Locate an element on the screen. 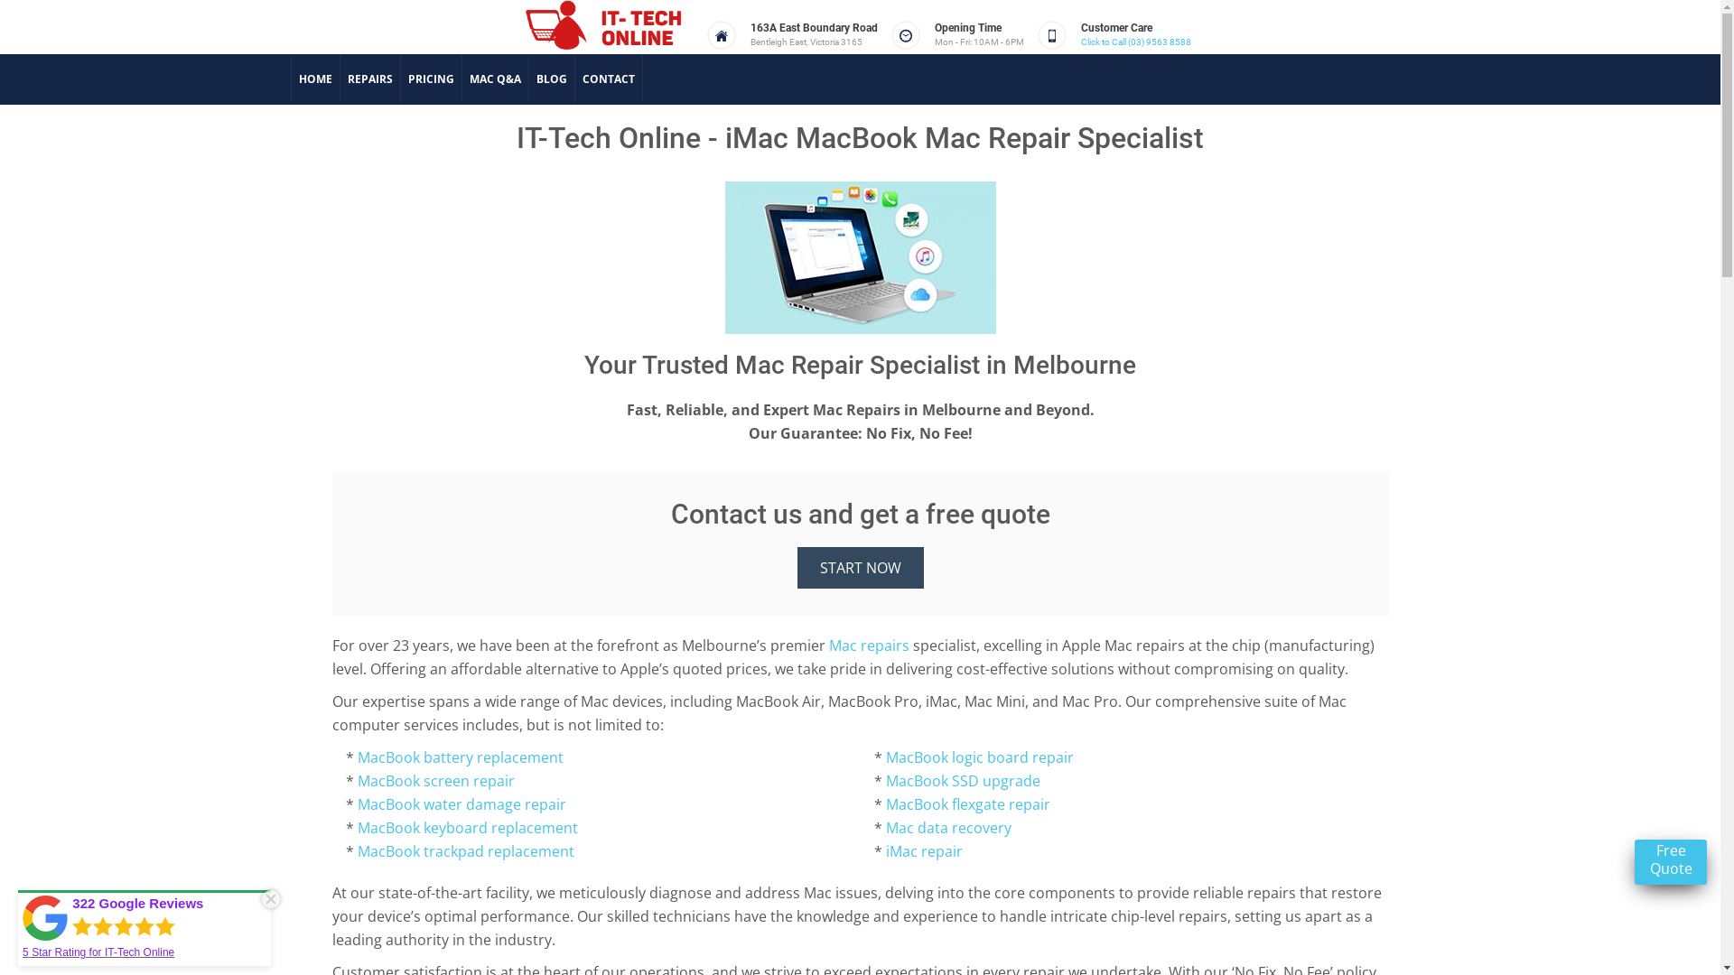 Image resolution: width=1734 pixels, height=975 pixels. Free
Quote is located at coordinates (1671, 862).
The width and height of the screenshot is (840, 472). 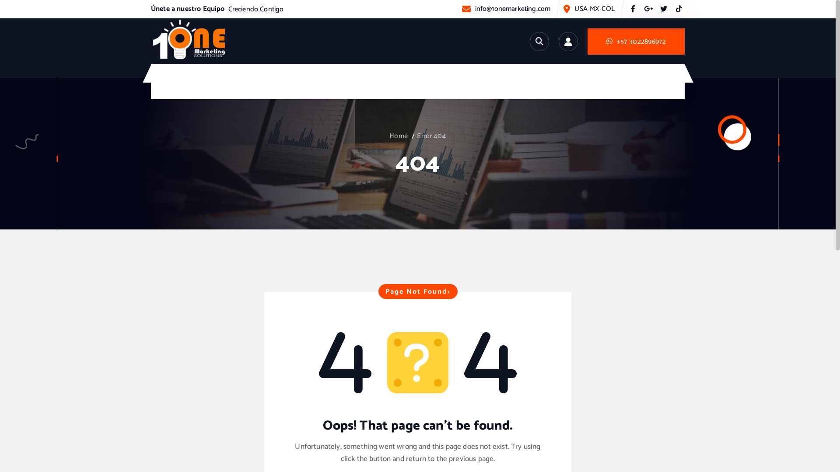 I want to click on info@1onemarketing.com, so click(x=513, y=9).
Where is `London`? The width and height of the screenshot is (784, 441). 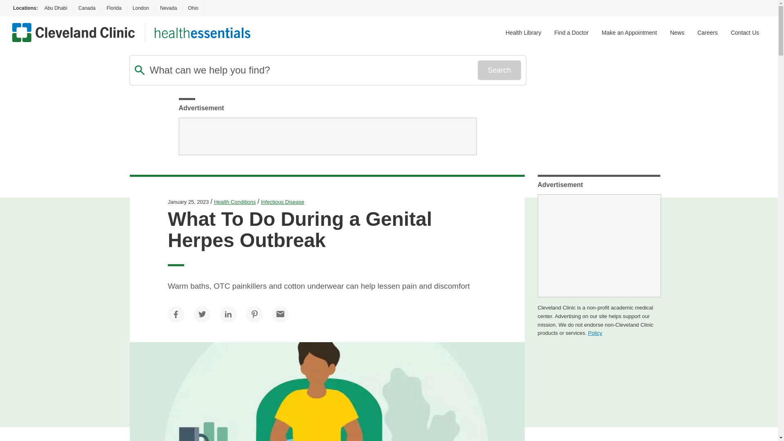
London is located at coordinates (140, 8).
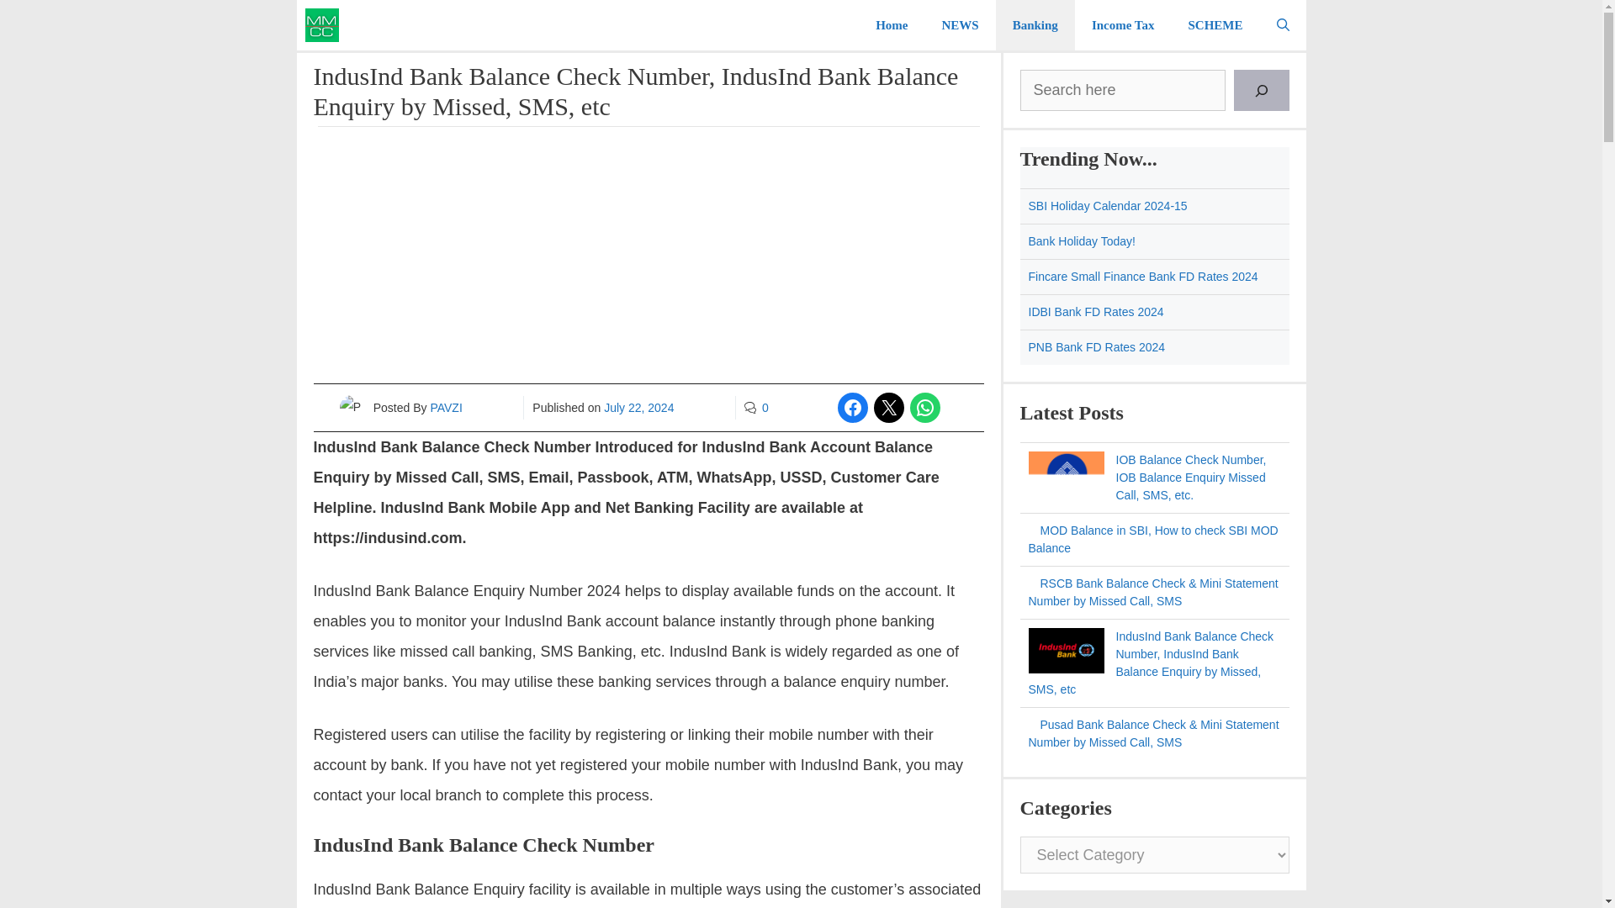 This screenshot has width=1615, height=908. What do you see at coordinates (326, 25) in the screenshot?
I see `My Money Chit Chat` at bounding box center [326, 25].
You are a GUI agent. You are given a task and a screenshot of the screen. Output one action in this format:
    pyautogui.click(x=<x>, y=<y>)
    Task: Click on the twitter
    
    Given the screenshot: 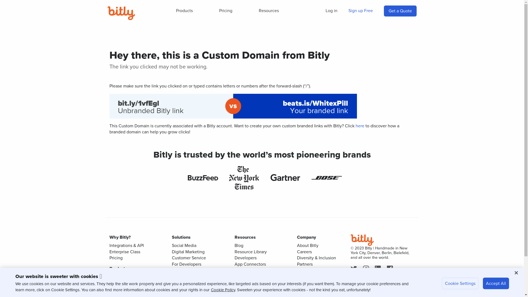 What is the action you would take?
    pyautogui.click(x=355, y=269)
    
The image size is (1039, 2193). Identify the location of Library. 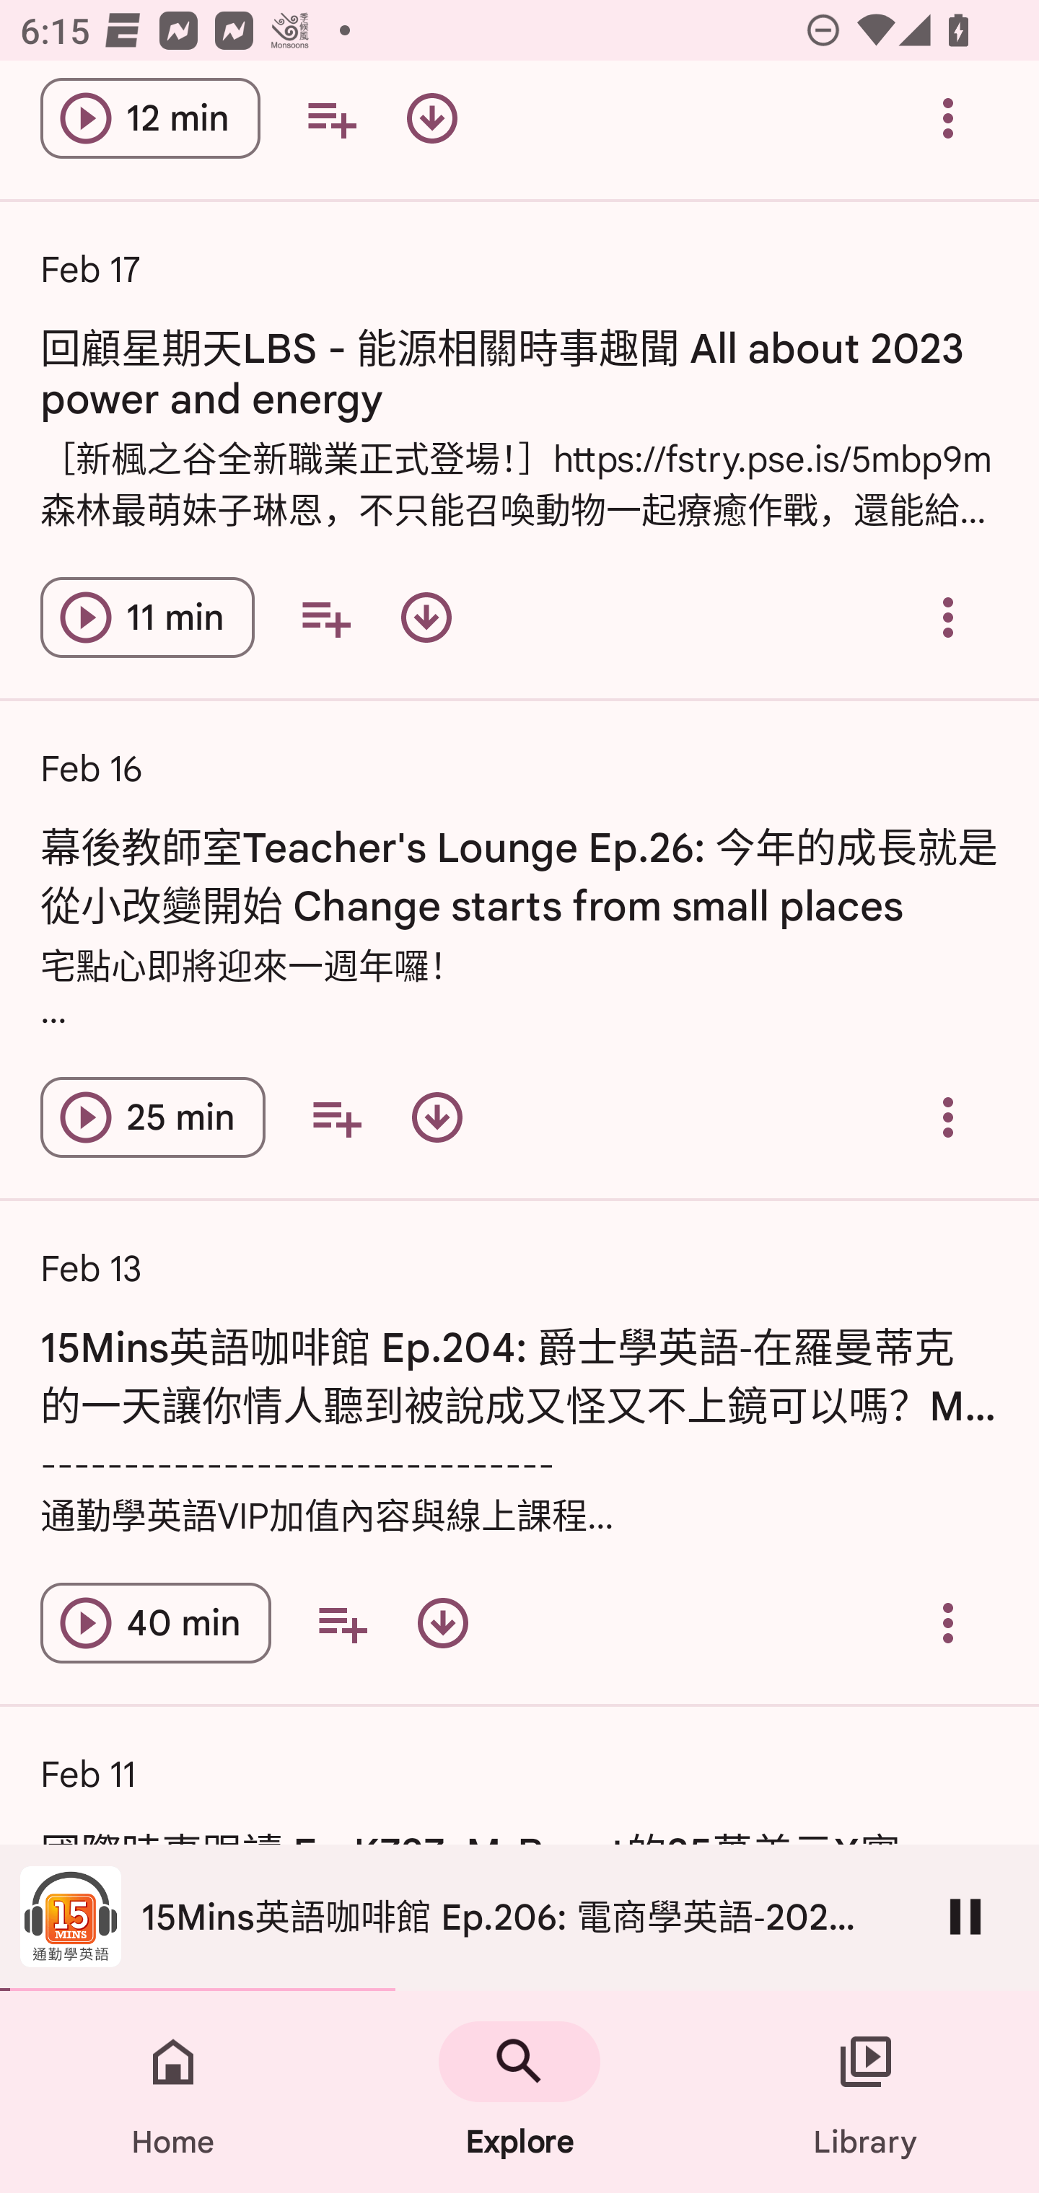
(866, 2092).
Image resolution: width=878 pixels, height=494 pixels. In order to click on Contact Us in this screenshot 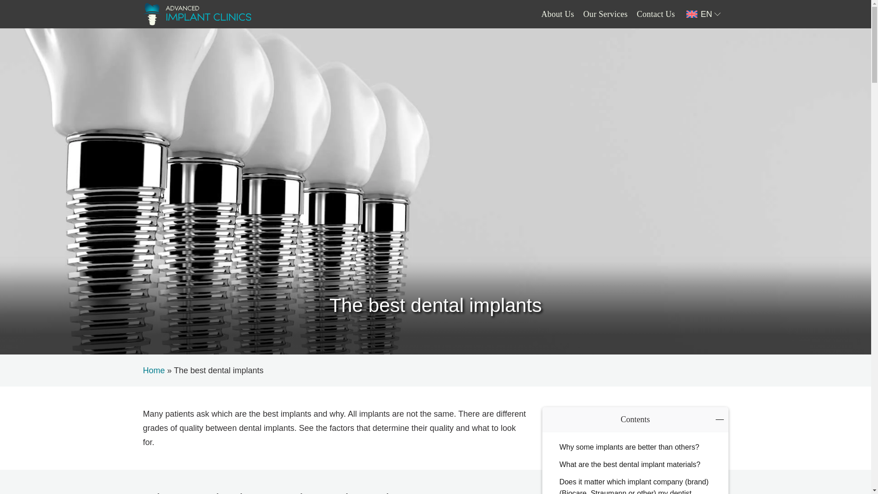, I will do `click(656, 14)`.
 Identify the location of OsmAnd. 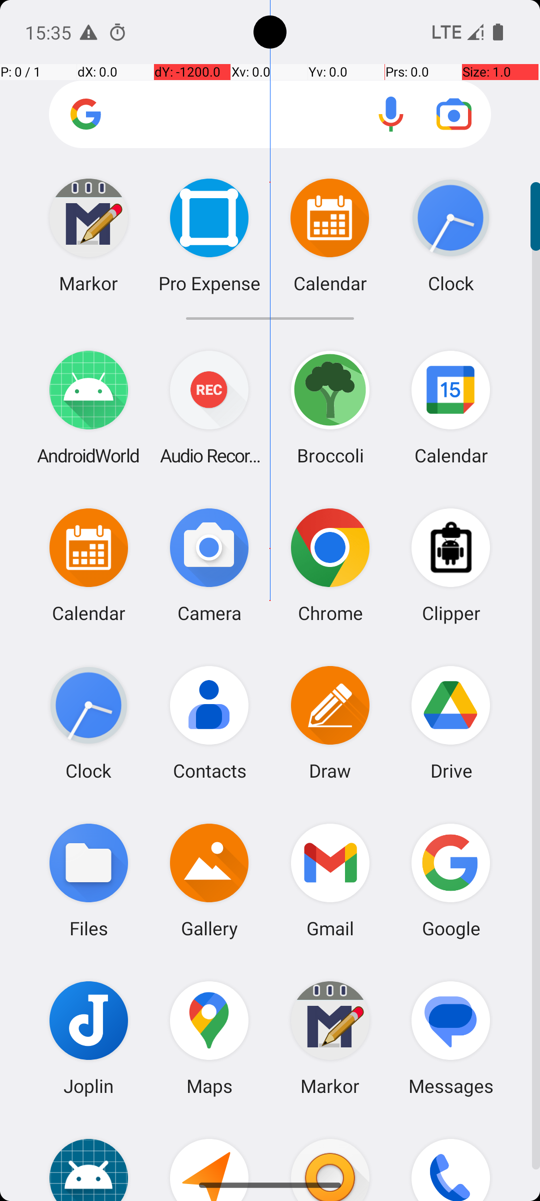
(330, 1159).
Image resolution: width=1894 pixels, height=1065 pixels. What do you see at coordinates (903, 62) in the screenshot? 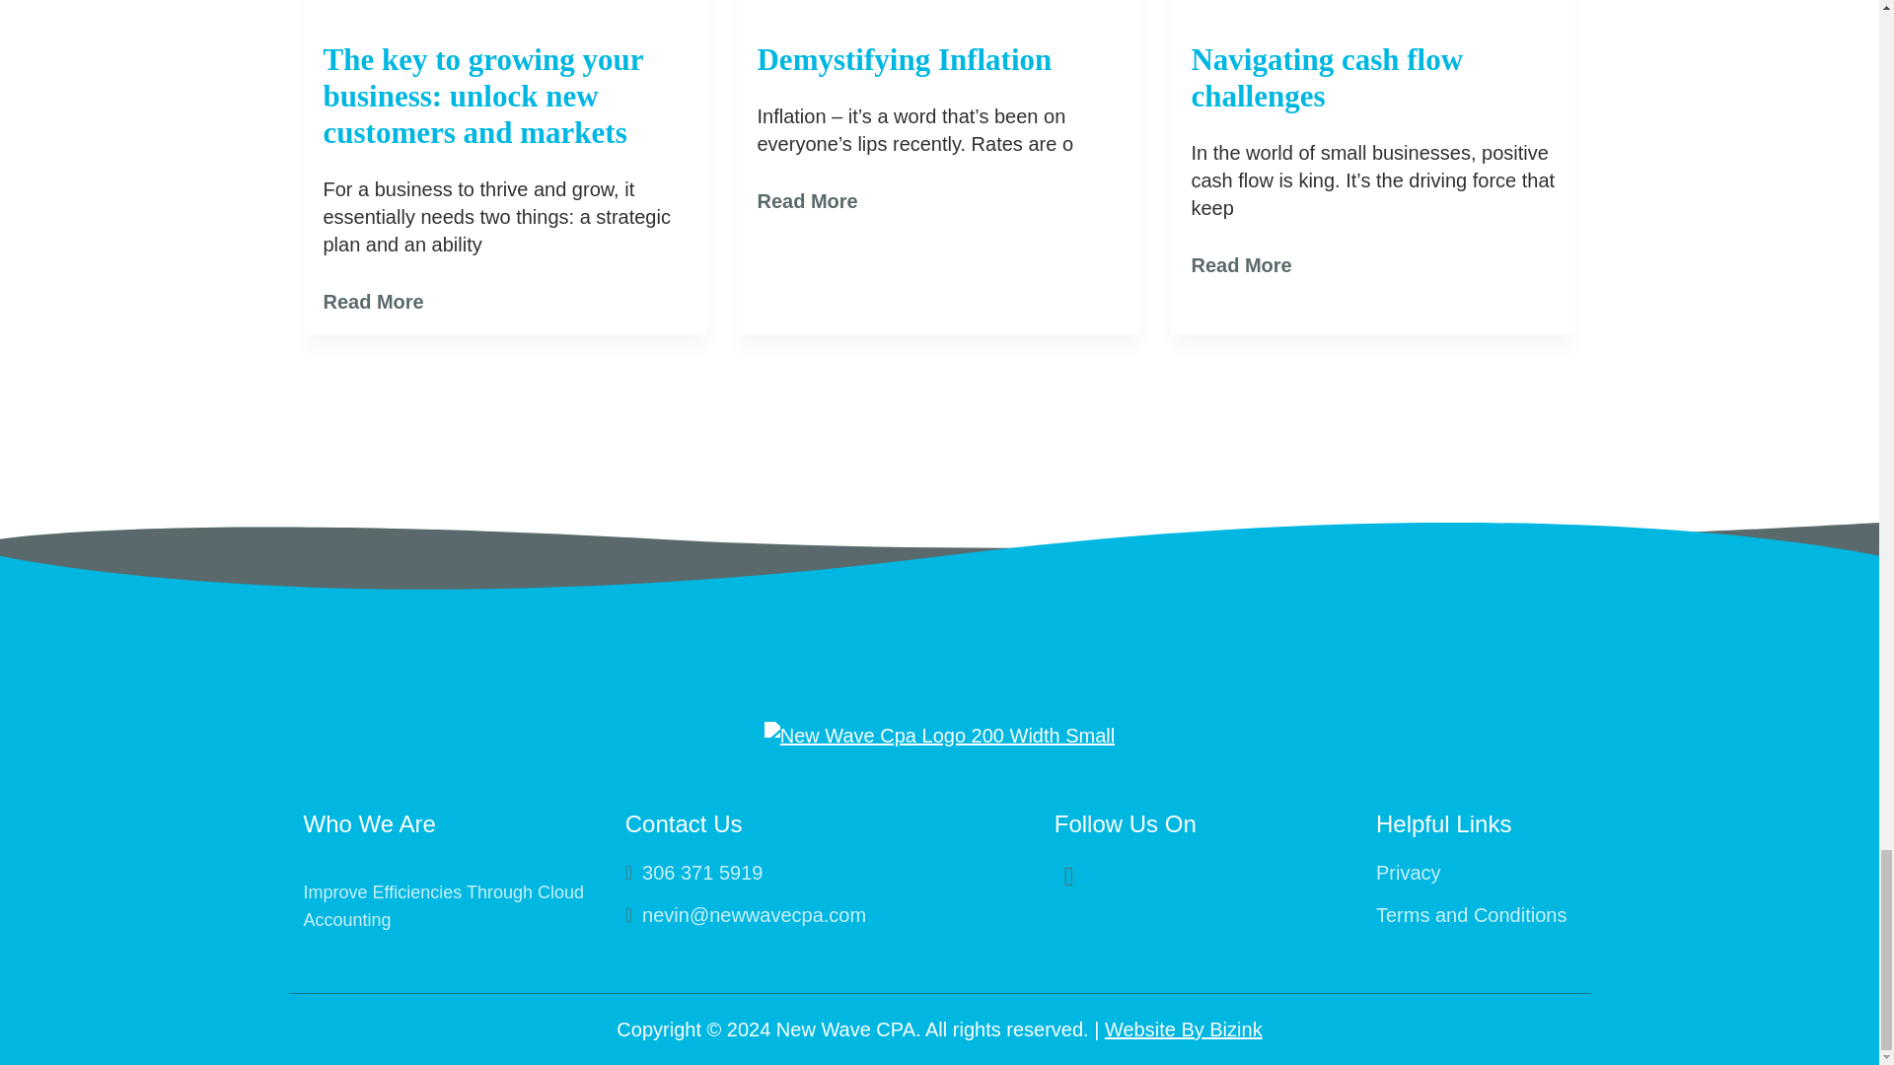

= = =

▸ TASK DETAILS
Give again, word for word, the lines above from the one with "Identify the location of OsmAnd." through the final line of the data, both ends included. Do not copy any picture.

▸ REPLY TO THE EXERCISE
 Identify the location of OsmAnd. 
(330, 1159).
Image resolution: width=1894 pixels, height=1065 pixels. What do you see at coordinates (903, 62) in the screenshot? 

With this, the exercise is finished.